The argument for tackling tail spend gets easier for both management and procurement team members if you’re already making good use of your ERP and have your data digitized, because tail spend will be easier to identify. But even in a paper-based office, smart procurement professionals in your team are likely to see the advantages to their work of reducing tail spend.

Talking to your team about tail spend 

Whether you’re the CPO or a team member who cares about the department’s performance, tail spend is a place where you can make a real difference to your organization. And that’s something procurement professionals can get behind.

One idea for engaging the procurement team on tail spend is to start by asking team members which spend categories they’re presently deeply immersed in, and what are their strategies for their “less important” categories.

Buyers are often focused on the most important categories in their portfolios—those items that are completely non-negotiable at any moment in time—and can lack all but a reactionary strategy for other expenditures.

Providing a framework for dealing with tail spend can be seen as a way to help team members focus on their core areas of responsibility while reducing overall costs.

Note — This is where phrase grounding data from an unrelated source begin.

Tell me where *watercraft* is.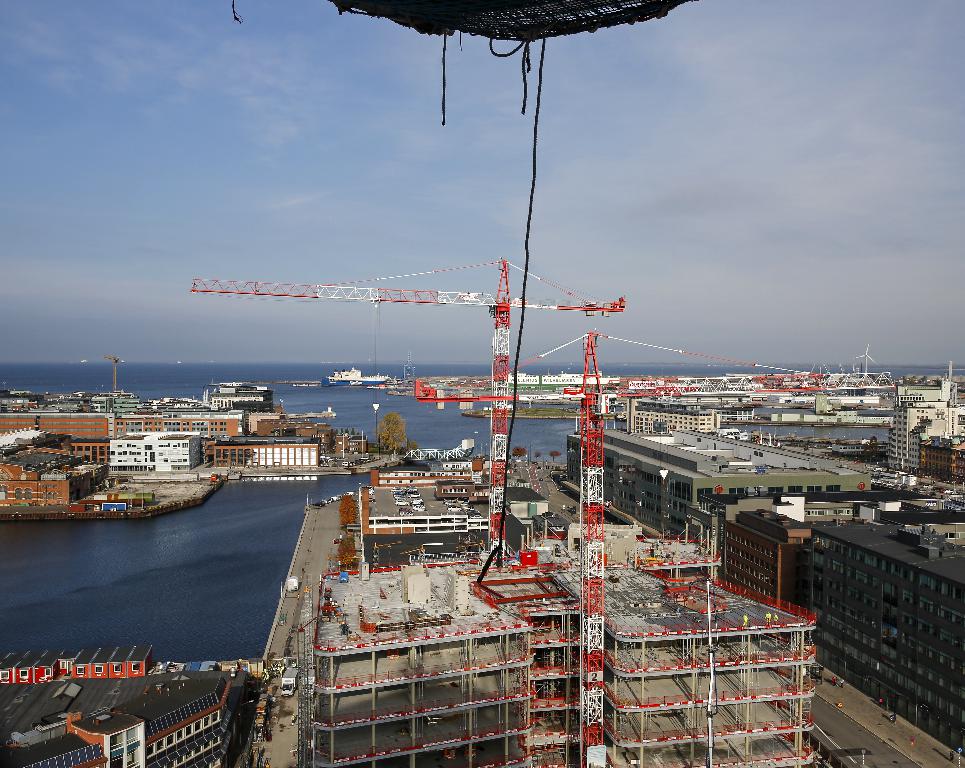
*watercraft* is at 322:368:391:386.
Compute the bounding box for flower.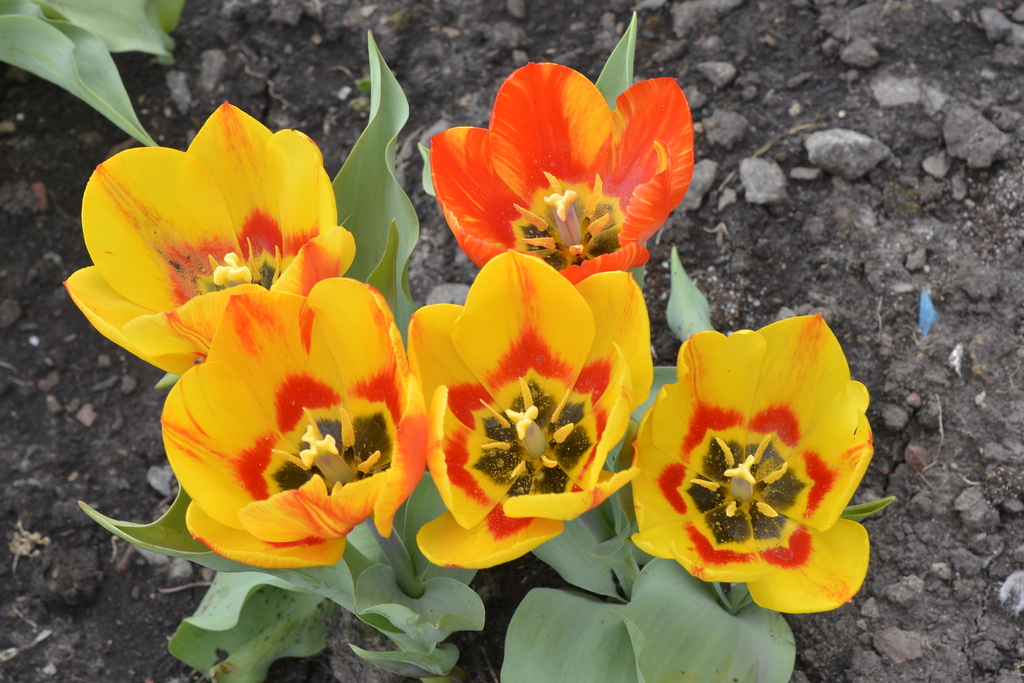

Reducing tail spend doesn’t have to be a prolonged affair or a complex project. It’s possible to keep it simple by taking a structured approach that doesn’t turn into a multi-step wave sourcing strategy. You can structure a tail spend cost savings project by:

  1. Identifying a business unit with an identifiable tail spend issue
  2. Rolling out a small-scope tail spend management program in that unit
  3. Increasing the scope in the target unit and begin looking at other business units for comparable savings
  4. Introduce automation
  5. Use your proven business case for a global roll out to all business units

Something to remember when addressing tail spend with both team members and management is that it’s actually a misnomer…The so-called tail can be massive and costly. It should not be ignored.